The better concept would be leave the planet in a better condition for future generations and INSIST reading is still part of the education curriculum.
The best printed photos have archival lifetimes estimated between 100-200 years for monochrome prints with Epson ultrachrome pigmented inks on archival papers or Giclee prints, nowhere near a million years.
That is true Joe, but if photos were never exposed to light and keep at a constant temp of some 3-4 meters underground surly we could expect a much longer period before any degrading.
I know a million is a fair stretch, so maybe half million.
I gave ChatGPT a crack at the problem. It appears that the PVC pipe in the backyard just may not cut it. Also its suggestion to bury it on the moon or place it in geosynchronous orbit may prove somewhat challenging.
Constructing a time capsule designed to last 1,000,000 years presents enormous challenges due to environmental, geological, and material degradation over such a vast timescale. Here's a comprehensive approach, focusing on durability, resilience, and preservation:
Key Considerations:
Material Selection: Must withstand extreme conditions (radiation, heat, corrosion).
Environmental Factors: Protect against geological changes, climate shifts, and potential human interference.
Message Accessibility: Ensure future civilizations (or species) can understand and interpret its contents.
1. Outer Shell:
Material:
Tungsten or Titanium Alloys: Extremely resistant to corrosion, high temperatures, and mechanical damage.
Synthetic Diamond Layer: Provides unparalleled hardness and resistance to chemical erosion.
Ceramic Composites: Advanced ceramics (like silicon carbide) are highly durable and heat-resistant.
Design:
Sphere or Geode Shape: Resists pressure from all directions and minimizes structural weaknesses.
Multi-Layer Shielding: Use nested layers for redundancy.
2. Storage Medium for Information:
Material:
Sapphire or Quartz Discs: Data can be etched onto these materials using femtosecond lasers, ensuring longevity.
Nanostructured Metal Plates: Information stored at microscopic scales (like Rosetta-style engravings).
DNA Encapsulation: Synthesized DNA sequences could encode data and be preserved within glass or synthetic amber.
Redundancy:
Multiple copies in different materials and encoding methods.
Include simple pictorial guides or "how-to" instructions.
3. Preservation of Physical Artifacts:
Material Choice: Avoid organic materials; metals or ceramics are best.
Inert Gas Encapsulation: Store items in vacuum-sealed containers filled with noble gases (like argon) to prevent oxidation.
4. Location:
Subsurface Storage:
Bury deep in a geologically stable region (like the Scandinavian or Canadian shields).
Depth: At least 500-1000 meters to avoid surface erosion, climate changes, and human activity.

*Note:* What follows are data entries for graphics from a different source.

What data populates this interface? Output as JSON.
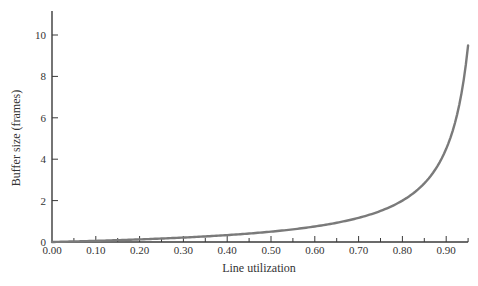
{
  "chart_data": {
    "type": "line",
    "title": "",
    "xlabel": "Line utilization",
    "ylabel": "Buffer size (frames)",
    "xlim": [
      0.0,
      0.95
    ],
    "ylim": [
      0,
      11
    ],
    "x_ticks": [
      "0.00",
      "0.10",
      "0.20",
      "0.30",
      "0.40",
      "0.50",
      "0.60",
      "0.70",
      "0.80",
      "0.90"
    ],
    "y_ticks": [
      "0",
      "2",
      "4",
      "6",
      "8",
      "10"
    ],
    "grid": false,
    "legend": null,
    "series": [
      {
        "name": "Buffer size",
        "color": "#7a7a7a",
        "x": [
          0.0,
          0.05,
          0.1,
          0.15,
          0.2,
          0.25,
          0.3,
          0.35,
          0.4,
          0.45,
          0.5,
          0.55,
          0.6,
          0.65,
          0.7,
          0.75,
          0.8,
          0.85,
          0.88,
          0.9,
          0.92,
          0.94,
          0.95
        ],
        "values": [
          0.0,
          0.03,
          0.06,
          0.09,
          0.13,
          0.17,
          0.21,
          0.27,
          0.33,
          0.41,
          0.5,
          0.61,
          0.75,
          0.93,
          1.17,
          1.5,
          2.0,
          2.83,
          3.67,
          4.5,
          5.75,
          7.83,
          9.5
        ]
      }
    ]
  },
  "axes": {
    "x_title": "Line utilization",
    "y_title": "Buffer size (frames)"
  }
}
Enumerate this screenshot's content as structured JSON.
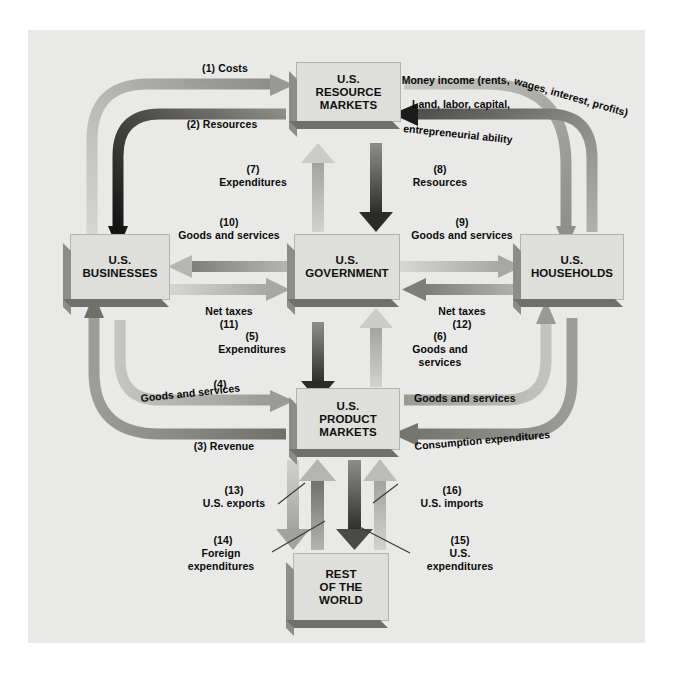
{
  "figure": {
    "type": "diagram",
    "background_color": "#e9e9e7",
    "box_fill": "#dededa"
  },
  "nodes": [
    {
      "id": "resource_markets",
      "label": "U.S.\nRESOURCE\nMARKETS",
      "line1": "U.S.",
      "line2": "RESOURCE",
      "line3": "MARKETS"
    },
    {
      "id": "businesses",
      "label": "U.S.\nBUSINESSES",
      "line1": "U.S.",
      "line2": "BUSINESSES",
      "line3": ""
    },
    {
      "id": "government",
      "label": "U.S.\nGOVERNMENT",
      "line1": "U.S.",
      "line2": "GOVERNMENT",
      "line3": ""
    },
    {
      "id": "households",
      "label": "U.S.\nHOUSEHOLDS",
      "line1": "U.S.",
      "line2": "HOUSEHOLDS",
      "line3": ""
    },
    {
      "id": "product_markets",
      "label": "U.S.\nPRODUCT\nMARKETS",
      "line1": "U.S.",
      "line2": "PRODUCT",
      "line3": "MARKETS"
    },
    {
      "id": "rest_of_world",
      "label": "REST\nOF THE\nWORLD",
      "line1": "REST",
      "line2": "OF THE",
      "line3": "WORLD"
    }
  ],
  "flows": [
    {
      "number": "(1)",
      "text": "Costs",
      "full": "(1) Costs",
      "from": "businesses",
      "to": "resource_markets"
    },
    {
      "number": "(2)",
      "text": "Resources",
      "full": "(2) Resources",
      "from": "resource_markets",
      "to": "businesses"
    },
    {
      "number": "(3)",
      "text": "Revenue",
      "full": "(3) Revenue",
      "from": "product_markets",
      "to": "businesses"
    },
    {
      "number": "(4)",
      "text": "Goods and services",
      "full": "Goods and services",
      "from": "businesses",
      "to": "product_markets"
    },
    {
      "number": "(5)",
      "text": "Expenditures",
      "full": "Expenditures",
      "from": "government",
      "to": "product_markets"
    },
    {
      "number": "(6)",
      "text": "Goods and\nservices",
      "full": "Goods and\nservices",
      "from": "product_markets",
      "to": "government"
    },
    {
      "number": "(7)",
      "text": "Expenditures",
      "full": "Expenditures",
      "from": "government",
      "to": "resource_markets"
    },
    {
      "number": "(8)",
      "text": "Resources",
      "full": "Resources",
      "from": "resource_markets",
      "to": "government"
    },
    {
      "number": "(9)",
      "text": "Goods and services",
      "full": "Goods and services",
      "from": "government",
      "to": "households"
    },
    {
      "number": "(10)",
      "text": "Goods and services",
      "full": "Goods and services",
      "from": "government",
      "to": "businesses"
    },
    {
      "number": "(11)",
      "text": "Net taxes",
      "full": "Net taxes",
      "from": "businesses",
      "to": "government"
    },
    {
      "number": "(12)",
      "text": "Net taxes",
      "full": "Net taxes",
      "from": "households",
      "to": "government"
    },
    {
      "number": "(13)",
      "text": "U.S. exports",
      "full": "U.S. exports",
      "from": "product_markets",
      "to": "rest_of_world"
    },
    {
      "number": "(14)",
      "text": "Foreign\nexpenditures",
      "full": "Foreign\nexpenditures",
      "from": "rest_of_world",
      "to": "product_markets"
    },
    {
      "number": "(15)",
      "text": "U.S.\nexpenditures",
      "full": "U.S.\nexpenditures",
      "from": "product_markets",
      "to": "rest_of_world"
    },
    {
      "number": "(16)",
      "text": "U.S. imports",
      "full": "U.S. imports",
      "from": "rest_of_world",
      "to": "product_markets"
    }
  ],
  "labels": {
    "costs": "(1) Costs",
    "resources_2": "(2) Resources",
    "revenue_3": "(3) Revenue",
    "goods_services_4_num": "(4)",
    "goods_services_4": "Goods and services",
    "expenditures_5_num": "(5)",
    "expenditures_5": "Expenditures",
    "goods_services_6_num": "(6)",
    "goods_services_6": "Goods and\nservices",
    "expenditures_7_num": "(7)",
    "expenditures_7": "Expenditures",
    "resources_8_num": "(8)",
    "resources_8": "Resources",
    "goods_services_9_num": "(9)",
    "goods_services_9": "Goods and services",
    "goods_services_10_num": "(10)",
    "goods_services_10": "Goods and services",
    "net_taxes_11": "Net taxes",
    "net_taxes_11_num": "(11)",
    "net_taxes_12": "Net taxes",
    "net_taxes_12_num": "(12)",
    "us_exports_num": "(13)",
    "us_exports": "U.S. exports",
    "foreign_expenditures_num": "(14)",
    "foreign_expenditures": "Foreign\nexpenditures",
    "us_expenditures_num": "(15)",
    "us_expenditures": "U.S.\nexpenditures",
    "us_imports_num": "(16)",
    "us_imports": "U.S. imports",
    "goods_and_services_right": "Goods and services",
    "consumption_expenditures": "Consumption expenditures",
    "money_income": "Money income (rents, wages, interest, profits)",
    "land_labor": "Land, labor, capital,",
    "entrepreneurial": "entrepreneurial ability"
  },
  "curved_text": {
    "money_income_part1": "Money income (rents, ",
    "money_income_part2": "wages, interest, profits)",
    "land_labor_capital": "Land, labor, capital,",
    "entrepreneurial_ability": "entrepreneurial ability",
    "goods_and_services_4": "Goods and services",
    "consumption_expenditures": "Consumption expenditures"
  },
  "colors": {
    "panel": "#e9e9e7",
    "box": "#dededa",
    "box_shadow_left": "#8d8d88",
    "box_shadow_bottom": "#6f6f6b",
    "arrow_light": "#c9c9c5",
    "arrow_mid": "#9a9a96",
    "arrow_dark": "#5a5a57",
    "arrow_black": "#1c1c1c",
    "text": "#0a0a0a"
  }
}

Underwater: Placement in deep-sea locations, such as near mid-ocean ridges, where geological stability is higher.
Space:
A capsule placed on the Moon or in geosynchronous orbit could avoid terrestrial risks.
Ensure it's shielded from cosmic radiation and micrometeorites.
5. Message to the Future:
Universal Symbols: Include simple mathematical or scientific symbols, possibly using a binary code (universally understandable as a fundamental language).
6. Testing and Validation:
Simulations: Conduct extensive durability testing under accelerated aging conditions.
Prototypes: Deploy multiple capsules with slightly different designs for redundancy.
Current Inspiration:
Projects like the Long Now Foundation's "10,000-Year Clock" and the Rosetta Project provide useful frameworks. They aim to convey information across millennia and focus on extreme longevity in both design and material.
Creating a truly million-year time capsule requires a multidisciplinary approach involving materials science, geology, and even space technology.